About

Lynn Whitney is Associate Professor, emerita, School of Art, Bowling Green State University, Bowling Green, Ohio. She served as Associate Director, 2017–2020, Studio Division Chair, 2006–2017 and head of Photography from 1987–2020. She earned her BA in American Culture Studies from Boston University, her BFA in Photography from the Massachusetts College of Art and Design, her MFA from Yale University School of Art. Among her awards, she has received commissions from the Toledo Museum of Art and the George Gund Foundation in Cleveland and an Individual Artist Grant from the Ohio Arts Council. Her work is in the collections of The Toledo Museum of Art, the George Gund Foundation, Columbia College’s Midwest Photographer’s Project, The Cleveland Clinic, Ohio Humanities Council, Southeast Center for Photographic Studies, and Yale University.

Statement 

Making photographs is my means to pose and then, as thoughtfully as possible, examine the world and our place. The landscape figures prominently in all of my pictures and, as it is considered by some, to align with the female, these are often seen together, highlighting contemporary issues.

I use a large format and medium format film camera. Providing both a cover and a presence for whatever or whomever I might encounter, its generosity extends to my content.

My early pictures explored the farm, the military, the convent, and family. I was and remain curious about how individual beings remain as such within those constructions and commit to serve concerns larger than themselves. I wondered and marveled at their courage - through choice or lack of option - to dedicate themselves to a
lifelong endeavor.

My recent work, focused on Lake Erie, ties to earlier interests. Two commissions, the construction of the FIGG design Skyway bridge over the Maumee River (Toledo Ohio), from the Toledo Museum of Art, the other, Lake Erie along Cuyahoga county (Cleveland), from the George Gund Foundation, helped broaden and provided depth to my cultural questions and concerns.

Those concerns traveled with me to the Midwest, over thirty years ago, from my home where Henry David Thoreau lived, and wrote : "A lake is the landscape's most beautiful and expressive feature. It is earth's eye; looking into which the beholder measures the depth of his own nature." Women and water are and have been seen as an endless resource to use, misuse, abuse. Placed together the pictures speak about fragility, vulnerability, and the seemingly endless capacity to ‘take it’.  The nuances and qualities of the lake or the land mirror what we have done, to it, each other and ask what the chances for our collective future might be.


## [What you are asked to do]
Please repeat the listing below exactly, but do not include its pictures.

=======

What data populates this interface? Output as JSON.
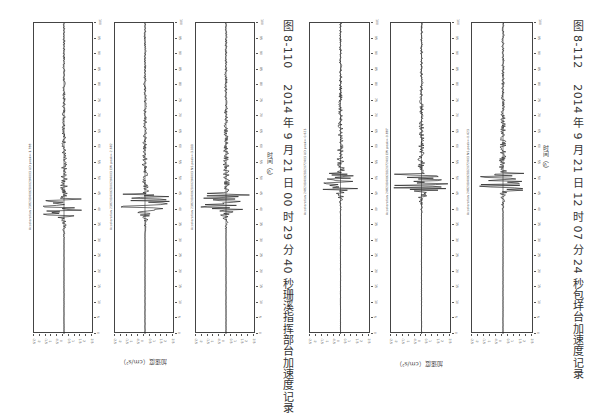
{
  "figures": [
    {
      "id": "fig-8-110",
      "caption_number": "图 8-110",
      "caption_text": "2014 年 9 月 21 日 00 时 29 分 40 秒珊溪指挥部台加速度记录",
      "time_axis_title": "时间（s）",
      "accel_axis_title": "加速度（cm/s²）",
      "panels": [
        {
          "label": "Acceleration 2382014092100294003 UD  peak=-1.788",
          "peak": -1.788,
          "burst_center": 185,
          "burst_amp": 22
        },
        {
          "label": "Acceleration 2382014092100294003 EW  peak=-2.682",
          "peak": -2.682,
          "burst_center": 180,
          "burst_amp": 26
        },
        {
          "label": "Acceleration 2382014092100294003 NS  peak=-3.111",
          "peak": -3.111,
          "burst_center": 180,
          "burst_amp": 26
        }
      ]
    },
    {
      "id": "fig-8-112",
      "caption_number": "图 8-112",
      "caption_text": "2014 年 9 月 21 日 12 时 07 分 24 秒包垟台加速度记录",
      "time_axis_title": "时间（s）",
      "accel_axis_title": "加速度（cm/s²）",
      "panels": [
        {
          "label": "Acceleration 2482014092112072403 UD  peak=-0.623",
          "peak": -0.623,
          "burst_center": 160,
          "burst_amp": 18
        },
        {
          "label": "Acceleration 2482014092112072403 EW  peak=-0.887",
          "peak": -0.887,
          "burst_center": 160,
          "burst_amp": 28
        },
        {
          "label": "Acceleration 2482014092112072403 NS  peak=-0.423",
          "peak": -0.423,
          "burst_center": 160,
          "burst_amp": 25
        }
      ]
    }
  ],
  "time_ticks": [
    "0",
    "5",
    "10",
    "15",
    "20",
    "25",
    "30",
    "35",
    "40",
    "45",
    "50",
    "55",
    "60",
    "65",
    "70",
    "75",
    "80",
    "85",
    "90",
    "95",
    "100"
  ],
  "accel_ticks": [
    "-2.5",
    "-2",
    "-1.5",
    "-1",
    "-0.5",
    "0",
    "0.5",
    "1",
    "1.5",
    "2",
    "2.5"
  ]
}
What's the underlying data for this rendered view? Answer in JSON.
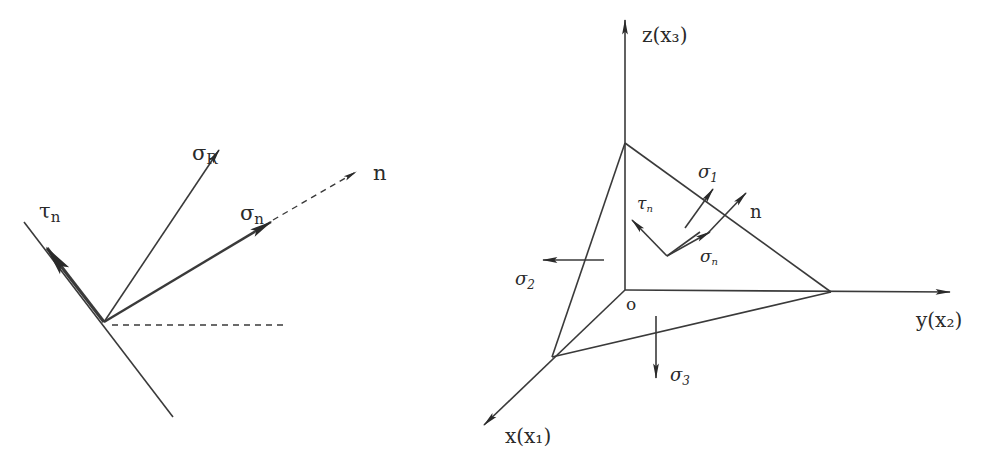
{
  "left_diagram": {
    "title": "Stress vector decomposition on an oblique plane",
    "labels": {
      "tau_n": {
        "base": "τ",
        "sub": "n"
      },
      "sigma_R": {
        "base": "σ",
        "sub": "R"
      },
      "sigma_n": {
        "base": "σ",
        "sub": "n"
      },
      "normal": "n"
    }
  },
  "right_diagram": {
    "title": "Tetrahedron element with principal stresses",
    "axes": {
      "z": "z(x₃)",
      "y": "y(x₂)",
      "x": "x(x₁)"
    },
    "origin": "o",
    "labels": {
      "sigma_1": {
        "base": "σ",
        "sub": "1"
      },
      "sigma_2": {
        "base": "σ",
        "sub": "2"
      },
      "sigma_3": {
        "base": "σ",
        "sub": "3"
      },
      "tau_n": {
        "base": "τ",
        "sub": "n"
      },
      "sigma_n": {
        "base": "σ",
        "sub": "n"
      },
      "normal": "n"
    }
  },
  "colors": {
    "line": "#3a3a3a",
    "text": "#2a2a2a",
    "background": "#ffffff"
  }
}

=======

## [Answer below]
What data populates this interface? Output as JSON.
{
  "figures": [
    {
      "id": "fig-8-110",
      "caption_number": "图 8-110",
      "caption_text": "2014 年 9 月 21 日 00 时 29 分 40 秒珊溪指挥部台加速度记录",
      "time_axis_title": "时间（s）",
      "accel_axis_title": "加速度（cm/s²）",
      "panels": [
        {
          "label": "Acceleration 2382014092100294003 UD  peak=-1.788",
          "peak": -1.788,
          "burst_center": 185,
          "burst_amp": 22
        },
        {
          "label": "Acceleration 2382014092100294003 EW  peak=-2.682",
          "peak": -2.682,
          "burst_center": 180,
          "burst_amp": 26
        },
        {
          "label": "Acceleration 2382014092100294003 NS  peak=-3.111",
          "peak": -3.111,
          "burst_center": 180,
          "burst_amp": 26
        }
      ]
    },
    {
      "id": "fig-8-112",
      "caption_number": "图 8-112",
      "caption_text": "2014 年 9 月 21 日 12 时 07 分 24 秒包垟台加速度记录",
      "time_axis_title": "时间（s）",
      "accel_axis_title": "加速度（cm/s²）",
      "panels": [
        {
          "label": "Acceleration 2482014092112072403 UD  peak=-0.623",
          "peak": -0.623,
          "burst_center": 160,
          "burst_amp": 18
        },
        {
          "label": "Acceleration 2482014092112072403 EW  peak=-0.887",
          "peak": -0.887,
          "burst_center": 160,
          "burst_amp": 28
        },
        {
          "label": "Acceleration 2482014092112072403 NS  peak=-0.423",
          "peak": -0.423,
          "burst_center": 160,
          "burst_amp": 25
        }
      ]
    }
  ],
  "time_ticks": [
    "0",
    "5",
    "10",
    "15",
    "20",
    "25",
    "30",
    "35",
    "40",
    "45",
    "50",
    "55",
    "60",
    "65",
    "70",
    "75",
    "80",
    "85",
    "90",
    "95",
    "100"
  ],
  "accel_ticks": [
    "-2.5",
    "-2",
    "-1.5",
    "-1",
    "-0.5",
    "0",
    "0.5",
    "1",
    "1.5",
    "2",
    "2.5"
  ]
}
What's the underlying data for this rendered view? Answer in JSON.
{
  "left_diagram": {
    "title": "Stress vector decomposition on an oblique plane",
    "labels": {
      "tau_n": {
        "base": "τ",
        "sub": "n"
      },
      "sigma_R": {
        "base": "σ",
        "sub": "R"
      },
      "sigma_n": {
        "base": "σ",
        "sub": "n"
      },
      "normal": "n"
    }
  },
  "right_diagram": {
    "title": "Tetrahedron element with principal stresses",
    "axes": {
      "z": "z(x₃)",
      "y": "y(x₂)",
      "x": "x(x₁)"
    },
    "origin": "o",
    "labels": {
      "sigma_1": {
        "base": "σ",
        "sub": "1"
      },
      "sigma_2": {
        "base": "σ",
        "sub": "2"
      },
      "sigma_3": {
        "base": "σ",
        "sub": "3"
      },
      "tau_n": {
        "base": "τ",
        "sub": "n"
      },
      "sigma_n": {
        "base": "σ",
        "sub": "n"
      },
      "normal": "n"
    }
  },
  "colors": {
    "line": "#3a3a3a",
    "text": "#2a2a2a",
    "background": "#ffffff"
  }
}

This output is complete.